| |








|
|
Articles
A whole new ballgame: Tim Green's latest thriller has nothing to do with football
Syracuse Herald American, September 2000
By William LaRue
Tim Green, a novelist known for writing books with football themes, says it was time to go for a conversion of a different sort.
His eighth book, The Letter of the Law, which just arrived in stores, is the first that makes no mention of the sport.
There's no locker-room chatter, no star running backs, no murdered team ownernot even an ex-jockin this crime thriller about a young attorney defending her former law professor on trial for a brutal murder.
Excising the game from his writing was a creative challenge and a frightening prospect for Green, a former star linebacker for Syracuse University and the Atlanta Falcons. Nearly two years ago, when Warner Books first suggested he drop the football references, Green balked at a change he worried would alienate loyal readers.
"I said, 'Absolutely not,'" Green recalls.
Then he pondered it more, talked about it with his wife, Illyssa, and soon convinced himself that Warner was right.
Although Green's novels did well, typically selling 10,000 or more copies, they didn't come close in popularity to big-name authors whom Green admires, including thriller writers David Baldacci and Nelson Demille, who often sell 100 times that number.

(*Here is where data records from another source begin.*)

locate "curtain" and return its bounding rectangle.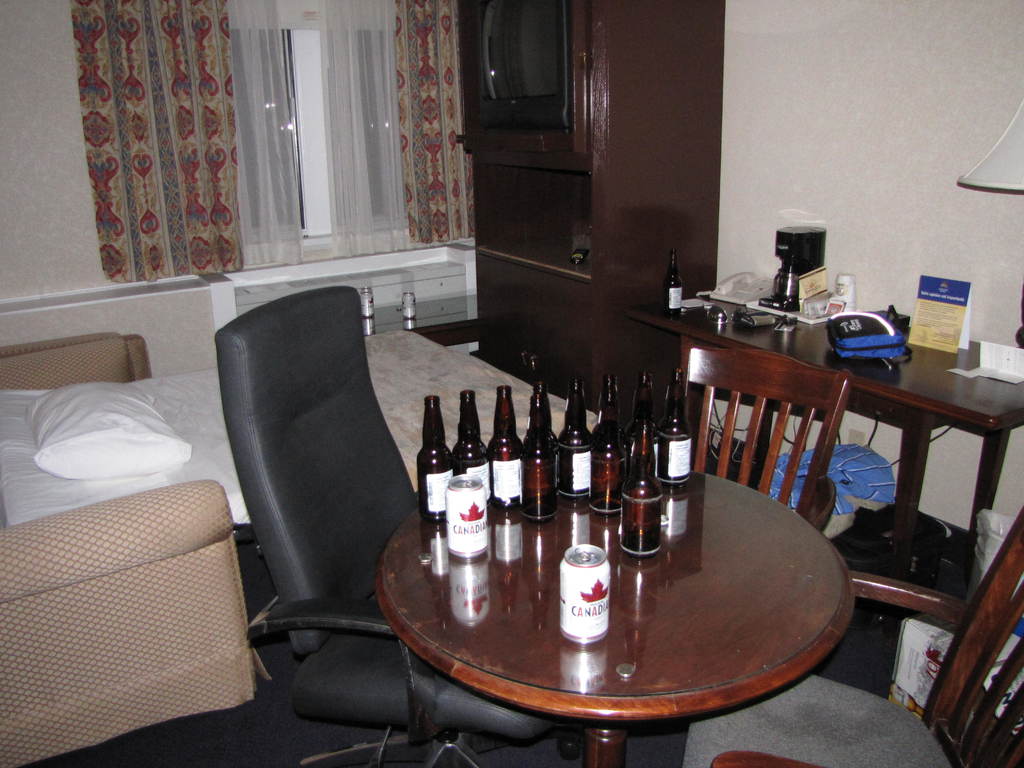
<bbox>324, 2, 417, 259</bbox>.
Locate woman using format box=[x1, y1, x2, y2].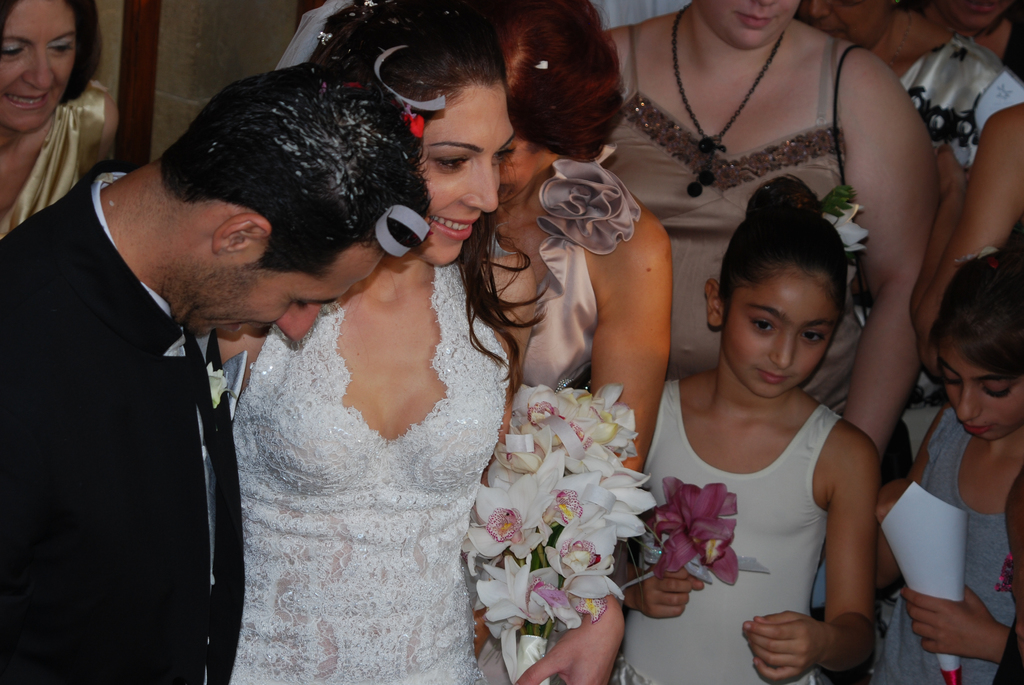
box=[492, 0, 674, 480].
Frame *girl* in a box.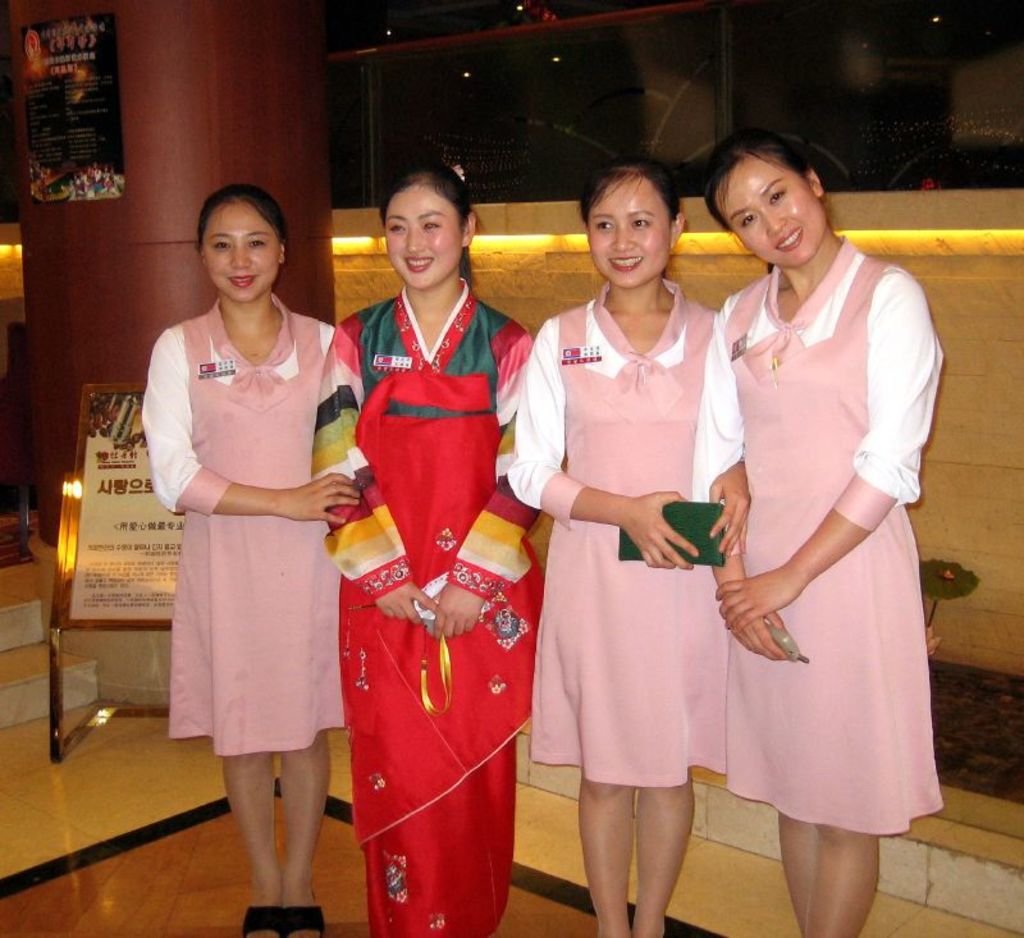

Green found himself agreeing that being known as the novelist who writes about football could turn off lots of potential readers, particularly women.
"The books were selling well, but they really weren't expanding the way I would have liked," Green says.
"It's really nice to sell 10,000 or 15,000 copies, but my goal from the beginning was to become a perennial best-selling author where a million people are reading your story and enjoying it. So it was a pretty logical step when you consider that was my objective."
Green, 36, who retired from the Falcons in 1994, remains an analyst for Fox network telecasts of the National Football League. He also is a football commentator on National Public Radio's Weekend Edition.
The Letter of the Law does stick with some main themes in Green's other novels, including police detective work and courtroom drama that have natural appeal to Green, a Syracuse attorney who got his law degree from SU.
Green also brings back the fast-paced prose, surprising plot twists and a strong female attorney character.
This time, the woman at the center of the story is Casey Jordan, a brash and ambitious lawyer. Jordan's defense of a creepy former law professor tests her belief that a defense attorney must do everything within the law to win a case.
She develops over the course of The Letter of the Law the kinds of heroic qualities that Green gave attorney Madison McCall in his three last novels, Outlaws, The Red Zone, and Double Reverse.
Warner Books has so much confidence in The Letter of the Law that it's printing 100,000 copies. That's four times the number for Green's last book, according to Rick Wolff, his longtime editor at the book publishing firm.
Also this time, Warner is stressing in publicity efforts Green's talent for writing legal thrillers, not the novelty of a former football player turning out books.
"He's still a multitalented guy. But the truth is, whereas 10 years ago it was interesting that he was an active player writing a book, he's no longer that. That time has come and gone. We're now trying to present him as a master novelist," Wolff says.
Although it's too early to know whether that strategy will pay off with increased book sales, Green says, losing the football image won't be that tough.
He acknowledges with a laugh that neither his work with the NFL nor with Fox has turned him into a household name or face in most places.
"It's not like I'm (the Miami Dolphins' former star quarterback) Dan Marino, you know," he says. "The truth is, most people don't know who Tim Green is.
"If Warner is successful in its marketing efforts, then it would probably be more likely that people would know me as a writer than with anything to do with football. If they saw me on TV doing football games, they'd probably think it's another person, which is fine."